Germany to halt new aid commitments for long-term UNRWA projects in Gaza

Germany has announced it will halt new aid commitments for long-term UNRWA development projects in Gaza.

This comes amid confusion about Germany’s exact position vis-a-vis funding UNRWA in the wake of the October 7th massacre by Hamas and evidence that UNRWA teachers celebrated the attack and propagated hate.

On November 28, reports spread on X (Twitter) that Germany was cutting aid from UNRWA with many interpreting this as a halting of aid altogether. This prompted the German Foreign Ministry to reply on X that “This is not true. UNRWA plays an essential and important role in delivering assistance to Palestinians.”

While it is correct that Germany is not cutting aid from UNRWA as a whole, through its own official communications Germany has since confirmed that there will be a “readjustment” of aid away from “longer-term development policy measures via UNRWA in the Gaza Strip” into other agencies such as the UNDP and the German Red Cross.

On November 7th, the German Federal Ministry for Economic Cooperation and Development (BMZ) announced that it “is currently reviewing its involvement in the Palestinian territories,” and that “as long as the review has not been completed, no new contractual obligations will be entered into and, in principle, no new payments will be made.” Germany is UNRWA’s second-largest donor. In 2022, it contributed over 190 million euros.

On the same day, the German Federal Minister for Economic Cooperation and Development Svenja Schulze met with UNRWA Commissioner-General Philippe Lazzarini in Amman and vouched to “not abandon the agency” and announced a “91 million euro package of support, including planned commitments and new funding.”

The official BMZ website explains that “as a constitutional state, we fulfill existing contractual obligations, such as paying invoices for work carried out in projects that have already begun.” They also confirmed that they released 71 million euros of previously planned commitments and 20 million euros of new funding to UNRWA in Jordan and the Gaza Strip “intended to finance measures that maintain basic services” given the acute needs.

On November 23rd the BMZ provided an update on the review stating that as a “partial result of the review, the BMZ decided on November 22, 2023, that UNRWA can use the funds made available by the BMZ in all of its areas of operation, i.e. in Jordan, in the West Bank as well as in the Palestinian refugee camps in Lebanon and, in isolated cases, Syria.”

However, the statement includes the caveat that “due to the current situation, longer-term development policy measures via UNRWA in the Gaza Strip are excluded.”

The BMZ website goes on to say that “transitional aid projects should be continued and readjusted” to other agencies such as the UNDP, the German Red Cross, the Palestinian Red Crescent Movement, and the WFP. It is also important to note that the review is not yet completed.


**Directions for this task**
An exact copy of every record is needed, with the pictures left out.

--- The data Enclosed Below ---

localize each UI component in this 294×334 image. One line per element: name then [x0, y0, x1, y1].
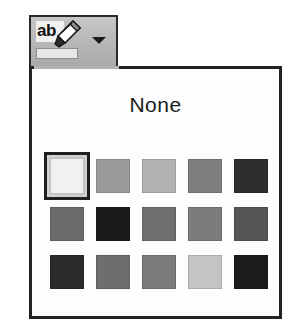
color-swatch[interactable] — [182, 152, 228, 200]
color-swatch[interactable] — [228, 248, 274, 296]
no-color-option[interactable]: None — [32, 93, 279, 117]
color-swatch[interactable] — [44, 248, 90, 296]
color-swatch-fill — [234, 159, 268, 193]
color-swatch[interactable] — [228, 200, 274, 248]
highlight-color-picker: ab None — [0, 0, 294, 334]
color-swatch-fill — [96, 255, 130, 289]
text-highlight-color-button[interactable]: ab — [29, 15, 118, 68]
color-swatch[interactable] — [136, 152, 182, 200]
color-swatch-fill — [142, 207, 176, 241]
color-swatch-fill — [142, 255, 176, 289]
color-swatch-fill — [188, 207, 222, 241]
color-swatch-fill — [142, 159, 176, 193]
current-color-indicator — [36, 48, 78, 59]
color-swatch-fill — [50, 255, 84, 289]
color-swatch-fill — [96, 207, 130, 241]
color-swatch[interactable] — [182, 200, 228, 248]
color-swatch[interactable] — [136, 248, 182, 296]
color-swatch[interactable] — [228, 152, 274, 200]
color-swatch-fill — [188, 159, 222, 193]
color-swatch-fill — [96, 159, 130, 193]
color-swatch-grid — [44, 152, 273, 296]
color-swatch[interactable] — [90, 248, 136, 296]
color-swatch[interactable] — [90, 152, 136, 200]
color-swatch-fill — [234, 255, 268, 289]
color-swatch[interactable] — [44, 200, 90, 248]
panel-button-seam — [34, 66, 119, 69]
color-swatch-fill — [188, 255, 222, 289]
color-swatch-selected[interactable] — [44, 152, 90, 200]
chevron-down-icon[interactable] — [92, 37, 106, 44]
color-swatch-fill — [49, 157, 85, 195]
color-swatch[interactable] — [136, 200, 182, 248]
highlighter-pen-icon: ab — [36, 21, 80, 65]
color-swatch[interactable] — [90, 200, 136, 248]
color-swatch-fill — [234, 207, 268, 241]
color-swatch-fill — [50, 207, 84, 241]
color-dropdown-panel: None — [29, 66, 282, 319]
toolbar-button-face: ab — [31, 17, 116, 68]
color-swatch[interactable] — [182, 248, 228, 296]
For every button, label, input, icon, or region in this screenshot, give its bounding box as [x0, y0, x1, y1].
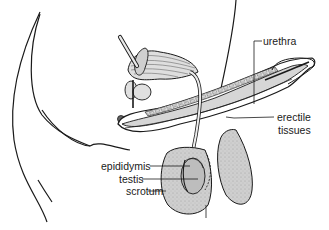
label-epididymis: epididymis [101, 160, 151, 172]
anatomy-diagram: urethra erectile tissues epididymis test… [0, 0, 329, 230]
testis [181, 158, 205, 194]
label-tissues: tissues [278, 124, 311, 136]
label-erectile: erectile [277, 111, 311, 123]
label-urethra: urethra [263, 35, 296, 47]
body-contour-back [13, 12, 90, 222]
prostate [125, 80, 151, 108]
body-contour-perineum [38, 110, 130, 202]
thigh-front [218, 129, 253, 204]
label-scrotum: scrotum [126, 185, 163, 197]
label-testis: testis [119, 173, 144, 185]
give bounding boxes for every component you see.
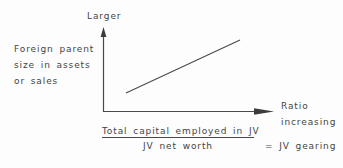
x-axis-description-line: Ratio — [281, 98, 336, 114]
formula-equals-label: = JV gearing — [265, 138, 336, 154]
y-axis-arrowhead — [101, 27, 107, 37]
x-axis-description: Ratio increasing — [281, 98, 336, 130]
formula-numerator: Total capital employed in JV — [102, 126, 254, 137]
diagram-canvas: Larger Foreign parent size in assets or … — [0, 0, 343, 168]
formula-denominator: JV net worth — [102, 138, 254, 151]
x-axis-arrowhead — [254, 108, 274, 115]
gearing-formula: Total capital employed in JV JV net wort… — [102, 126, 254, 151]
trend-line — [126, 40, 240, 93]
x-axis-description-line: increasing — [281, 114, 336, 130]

--- End of Enclosed The data ---

**Written reply**
localize each UI component in this 294×334 image. One line per element: name then [x0, y0, x1, y1].
color-swatch[interactable] — [182, 152, 228, 200]
color-swatch[interactable] — [228, 248, 274, 296]
no-color-option[interactable]: None — [32, 93, 279, 117]
color-swatch[interactable] — [44, 248, 90, 296]
color-swatch-fill — [234, 159, 268, 193]
color-swatch[interactable] — [228, 200, 274, 248]
highlight-color-picker: ab None — [0, 0, 294, 334]
color-swatch-fill — [96, 255, 130, 289]
text-highlight-color-button[interactable]: ab — [29, 15, 118, 68]
color-swatch[interactable] — [136, 152, 182, 200]
color-swatch-fill — [142, 207, 176, 241]
color-swatch-fill — [142, 255, 176, 289]
color-swatch-fill — [188, 207, 222, 241]
color-swatch-fill — [142, 159, 176, 193]
current-color-indicator — [36, 48, 78, 59]
color-swatch-fill — [50, 255, 84, 289]
color-swatch-fill — [96, 207, 130, 241]
color-swatch[interactable] — [182, 200, 228, 248]
color-swatch[interactable] — [136, 248, 182, 296]
color-swatch[interactable] — [228, 152, 274, 200]
color-swatch-fill — [188, 159, 222, 193]
color-swatch-fill — [96, 159, 130, 193]
color-swatch-grid — [44, 152, 273, 296]
color-swatch[interactable] — [90, 248, 136, 296]
color-swatch[interactable] — [90, 152, 136, 200]
color-swatch-fill — [234, 255, 268, 289]
color-swatch[interactable] — [44, 200, 90, 248]
panel-button-seam — [34, 66, 119, 69]
color-swatch-fill — [188, 255, 222, 289]
color-swatch-selected[interactable] — [44, 152, 90, 200]
chevron-down-icon[interactable] — [92, 37, 106, 44]
color-swatch-fill — [49, 157, 85, 195]
color-swatch[interactable] — [136, 200, 182, 248]
highlighter-pen-icon: ab — [36, 21, 80, 65]
color-swatch[interactable] — [90, 200, 136, 248]
color-swatch-fill — [234, 207, 268, 241]
color-swatch-fill — [50, 207, 84, 241]
color-dropdown-panel: None — [29, 66, 282, 319]
toolbar-button-face: ab — [31, 17, 116, 68]
color-swatch[interactable] — [182, 248, 228, 296]
For every button, label, input, icon, or region in this screenshot, give its bounding box as [x0, y0, x1, y1].
label-epididymis: epididymis [101, 160, 151, 172]
anatomy-diagram: urethra erectile tissues epididymis test… [0, 0, 329, 230]
testis [181, 158, 205, 194]
label-tissues: tissues [278, 124, 311, 136]
label-erectile: erectile [277, 111, 311, 123]
label-urethra: urethra [263, 35, 296, 47]
body-contour-back [13, 12, 90, 222]
prostate [125, 80, 151, 108]
body-contour-perineum [38, 110, 130, 202]
thigh-front [218, 129, 253, 204]
label-scrotum: scrotum [126, 185, 163, 197]
label-testis: testis [119, 173, 144, 185]
give bounding boxes for every component you see.
x-axis-description-line: Ratio — [281, 98, 336, 114]
formula-equals-label: = JV gearing — [265, 138, 336, 154]
y-axis-arrowhead — [101, 27, 107, 37]
x-axis-description: Ratio increasing — [281, 98, 336, 130]
formula-numerator: Total capital employed in JV — [102, 126, 254, 137]
diagram-canvas: Larger Foreign parent size in assets or … — [0, 0, 343, 168]
formula-denominator: JV net worth — [102, 138, 254, 151]
x-axis-arrowhead — [254, 108, 274, 115]
gearing-formula: Total capital employed in JV JV net wort… — [102, 126, 254, 151]
trend-line — [126, 40, 240, 93]
x-axis-description-line: increasing — [281, 114, 336, 130]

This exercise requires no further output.